Stage 4 — Blueprint & capability resolution

PFI selects and resolves:

  • implementation blueprints (known patterns for the product kind)
  • platform capabilities available in the target environment
  • toolchain/runtime selections that satisfy constraints

Stage 5 — Product realization (digital, physical, hybrid)

PFI realizes the product via the appropriate mechanism(s):

  • Digital realization: provisioning runtimes, services, APIs, pipelines, streams, identity, access controls
  • Physical realization: robotics/assembly lines, 3D printing, multi-stage composition, manual factory workflows, future mechanisms
  • Hybrid realization: coordinated digital + physical realization with shared governance and evidence posture

Stage 6 — Observability + evidence hooks (evidence-by-default)

PFI configures:

  • metrics/logs/traces baselines (where applicable)
  • quality/drift/trust signal instrumentation (domain-dependent)
  • evidence capture and provenance links (DPP bindings)
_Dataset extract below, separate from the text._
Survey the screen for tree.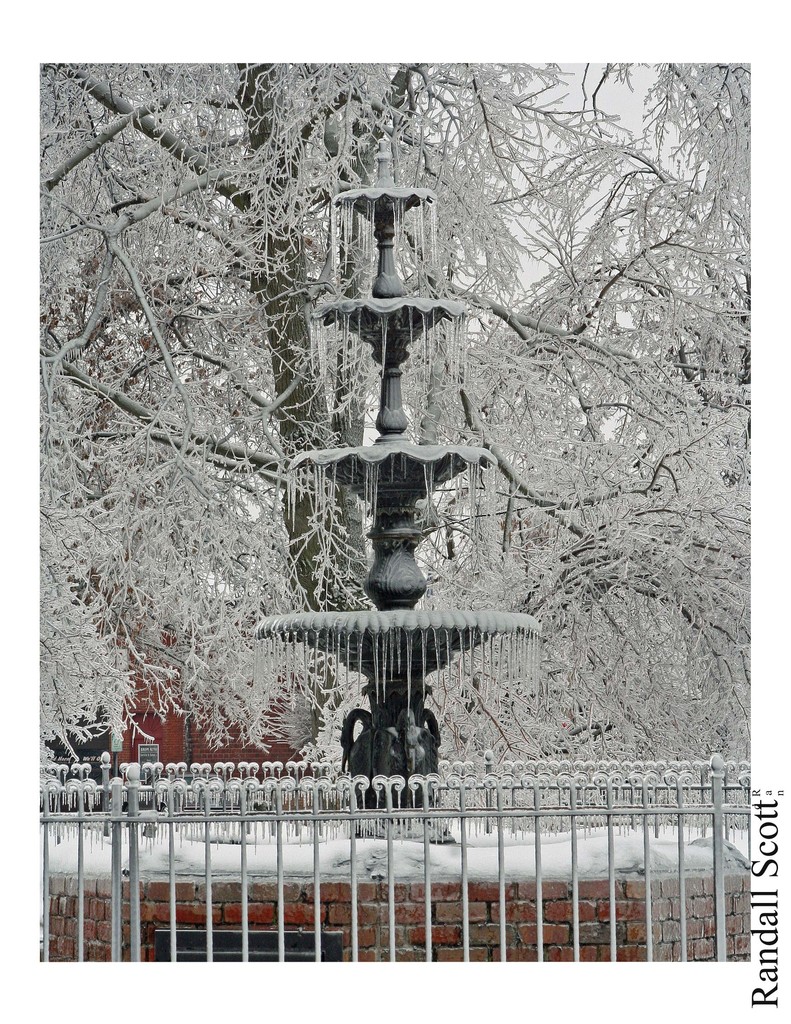
Survey found: locate(20, 42, 776, 824).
Stage 7 — Publication readiness and PVEP binding

PFI prepares and binds:

  • PVEP listing metadata (as applicable)
  • acquisition and entitlement workflow bindings (PVEP marketplace experiences)
  • lifecycle state transition (Draft → Provisioned → Publishable)
  • version registration and discoverability indexing

Outputs: what “PFI succeeded” means

A successful PFI compilation produces:

  • a new Product Version with a complete artifact chain: Intent → PIR → Policy Bundle → PROD/PDS/DPP → Realization bindings
  • a realized product (digital runtime and/or physical realization) with governed ports/delivery forms and enforced controls
  • observability + evidence hooks producing continuous signals
  • a product that is publishable through PVEP and consumable via PVEP experiences (marketplace + CEP + concierge patterns)
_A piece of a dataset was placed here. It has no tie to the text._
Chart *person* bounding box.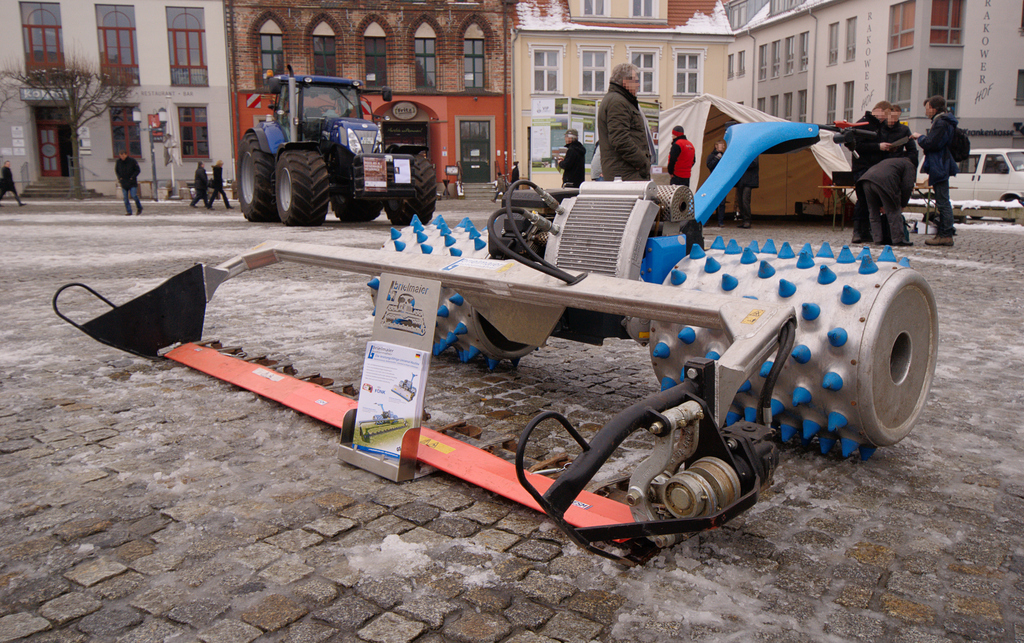
Charted: locate(509, 161, 521, 193).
Responsibilities (what PFI owns)

PFI owns:

  • turning intent into PIR and downstream artifacts
  • policy compilation and control binding
  • descriptor generation and validation gates
  • blueprint and capability resolution
  • product realization/provisioning and operational wiring
  • evidence-by-default configuration
  • publication readiness and PVEP binding for new versions

Boundaries (what PFI does not own)

PFI does not own:

  • product strategy and lifecycle steering decisions (PDEP owns stewardship)
  • PVEP experience design (marketplace UX, CEP UX, concierge UX)
  • “UI as product meaning” (products expose ports, experiences consume ports)
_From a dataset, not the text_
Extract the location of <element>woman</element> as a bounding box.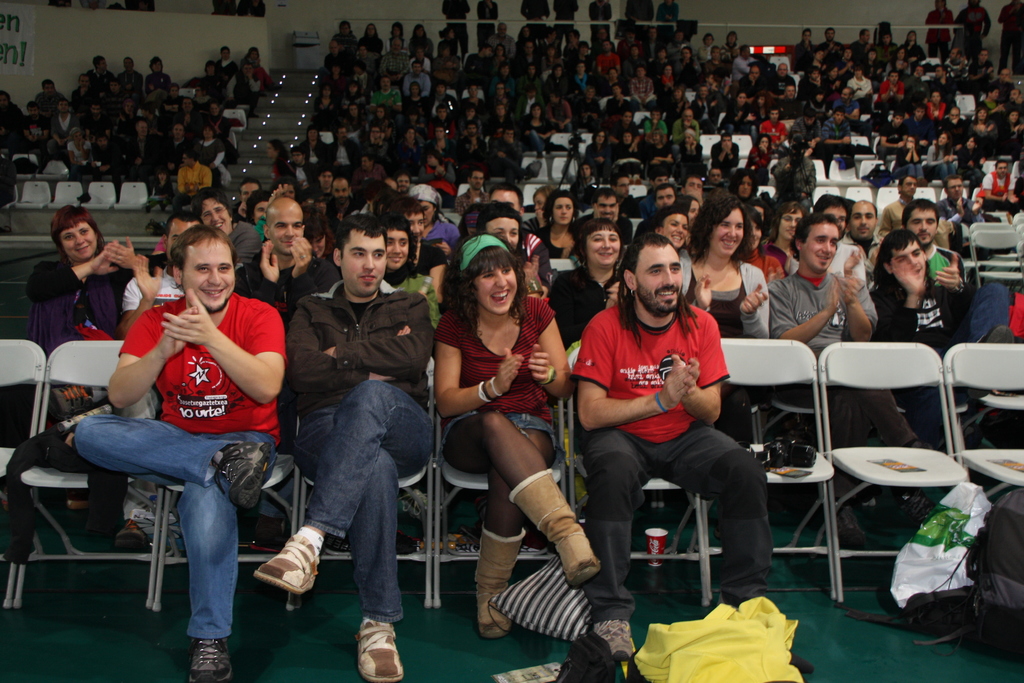
pyautogui.locateOnScreen(185, 185, 262, 271).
PFI is the compiler/factory. PDEP steers; PFI compiles.


Relationship to other UPOS planes

PDEP ↔ PFI

  • PDEP is where the creator expresses intent and requests create/publish/evolve actions.
  • PFI compiles those requests into new product versions and realized products.

PFI ↔ PVEP

  • PFI produces publishable versions and binds them into PVEP mechanisms: listing metadata, entitlement workflows, acquisition readiness, and discoverability.

PFI ↔ Signals & Feedback

  • PFI ensures signals exist by configuring instrumentation and evidence hooks.
  • Signals inform stewardship decisions (via PDEP) that trigger evolution into new versions.

Minimal PFI vs mature PFI

Minimal PFI (thin-slice)

  • one product kind + one domain spec profile
  • PIR + minimal PROD/PDS/DPP generation for that profile
  • one realization blueprint (digital or physical)
  • basic entitlement posture + minimal signals
  • manual promotion gate where needed

Mature PFI

  • multi-domain compilation with profile-specific gates
  • capability registry with policy-aware selection
  • continuous assurance with automated evidence generation
  • multi-environment promotion pipelines
  • FinOps-aware optimization and guardrail enforcement
  • rich provenance and lifecycle automation

Summary

PFI is the UPOS plane that makes democratized productization possible by treating intent as source code and compiling it—stage by stage—into a governed, realized, ProductVerse-ready product with a complete artifact chain beginning with PIR.